I hope someone at Apple looks at this photo of their dumb monitor on top of blocks of wood at this standing desk, I have the same problem with mine (it’s on top of books). Perhaps this is one reason they got out of the monitor business. The image is from Texas A&M’s Vital Record newsletter, where they have been doing serious research into standing desks. They previously found that having a stand-capable workstation significantly increased productivity:

The researchers examined the productivity differences between two groups of call center employees over the course of six months and found that those with stand-capable workstations—those in which the worker could raise or lower the desk to stand or sit as they wished throughout the day—were about 46 percent more productive than those with traditional, seated desk configurations.

They also found that people who had stand-capable desks sat for 1.6 hours less per day than those who were seated all the time. This confirms earlier research we covered way back at the beginning of the standing desk craze, which noted that people who have “stand-capable workstations” that move between sitting and standing tend to sit more than they stand.

In their latest work, researchers are trying to encourage users to change it up a little more often, as they design software to have the desk join the Internet of Things.

One challenge with stand-capable desks is that people forget to change positions when they become involved in a task. Therefore, Mark Benden, PhD, CPE, associate professor at the Texas A&M School of Public Health, director of the Texas A&M Ergonomics Center and member of the Center for Remote Health Technologies and Systems, and one of his doctoral students have tested the use of a computer prompt to remind people to stand at various times throughout the day.

“We are testing to see if we can break up those long periods of sedentary time during the day,” Benden said. “We think technology might be good at encouraging behavior we want.”

They have connected the powered desk to a computer program, so a notification pops up when it is time to move and a click of the mouse will raise or lower the desk. “Yes, lower—sometimes people become so used to standing that they forget to take sitting breaks, and that’s not healthy for long periods either.”

They are getting really nosy too: “The software can determine whether the people are actually at their desks as well as very nuanced metrics of their computer usage, from number of words typed per minute and mouse clicks to where their eyes go on the screen.” Hmmm.

“We know that being inactive for long periods of time is bad for you,” Benden said, “and this is an example of technology actually affecting the very furniture to prompt behavioral change and make good choices that over many years add up to good outcomes.”

© Herman Miller

But will this actually work? After six years at a fixed standing desk not dissimilar from the one in the photo, I am pretty much convinced that Bob Propst of Herman Miller was right back in 1968 when he wrote:

Man’s physical machine has evolved to do many things well but no single thing continuously…Proportioning some of our work to standup work stations would do more than anything else to overcome sedentary decline. The office can be a kinetic, active, alert vigorous environment.

His approach was to have people move from one piece of furniture to another depending on what they are doing. Now that almost everyone works on notebook computers with wireless connections, that is pretty easy to do. And I suspect that unless Dr. Benden’s app actually raises the desk instead of just reminding people, that many will just keep sitting.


DIRECTIONS: Your answer consists of the lines in the data that contain "point". Copy each of them.

*** GIVEN DATA Section Begins ***

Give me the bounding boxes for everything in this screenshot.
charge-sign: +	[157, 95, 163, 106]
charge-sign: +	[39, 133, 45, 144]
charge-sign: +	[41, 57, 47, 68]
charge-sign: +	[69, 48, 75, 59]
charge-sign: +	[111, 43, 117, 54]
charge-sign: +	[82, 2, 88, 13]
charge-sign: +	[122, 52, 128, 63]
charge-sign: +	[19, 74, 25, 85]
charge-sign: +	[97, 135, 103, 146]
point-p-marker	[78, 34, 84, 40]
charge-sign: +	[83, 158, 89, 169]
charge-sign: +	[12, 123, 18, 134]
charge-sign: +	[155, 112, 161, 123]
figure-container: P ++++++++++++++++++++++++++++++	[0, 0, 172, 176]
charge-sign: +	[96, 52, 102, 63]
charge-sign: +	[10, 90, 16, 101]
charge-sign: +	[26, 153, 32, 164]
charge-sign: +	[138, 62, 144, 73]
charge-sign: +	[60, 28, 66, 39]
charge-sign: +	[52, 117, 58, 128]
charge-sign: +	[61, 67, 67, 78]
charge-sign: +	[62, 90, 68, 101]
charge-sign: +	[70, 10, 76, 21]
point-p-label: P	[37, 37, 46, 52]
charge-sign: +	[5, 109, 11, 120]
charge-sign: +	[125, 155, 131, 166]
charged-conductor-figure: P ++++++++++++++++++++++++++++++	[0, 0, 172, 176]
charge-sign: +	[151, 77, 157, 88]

*** GIVEN DATA Section Ends ***

OUTPUT:
point-p-marker	[78, 34, 84, 40]
point-p-label: P	[37, 37, 46, 52]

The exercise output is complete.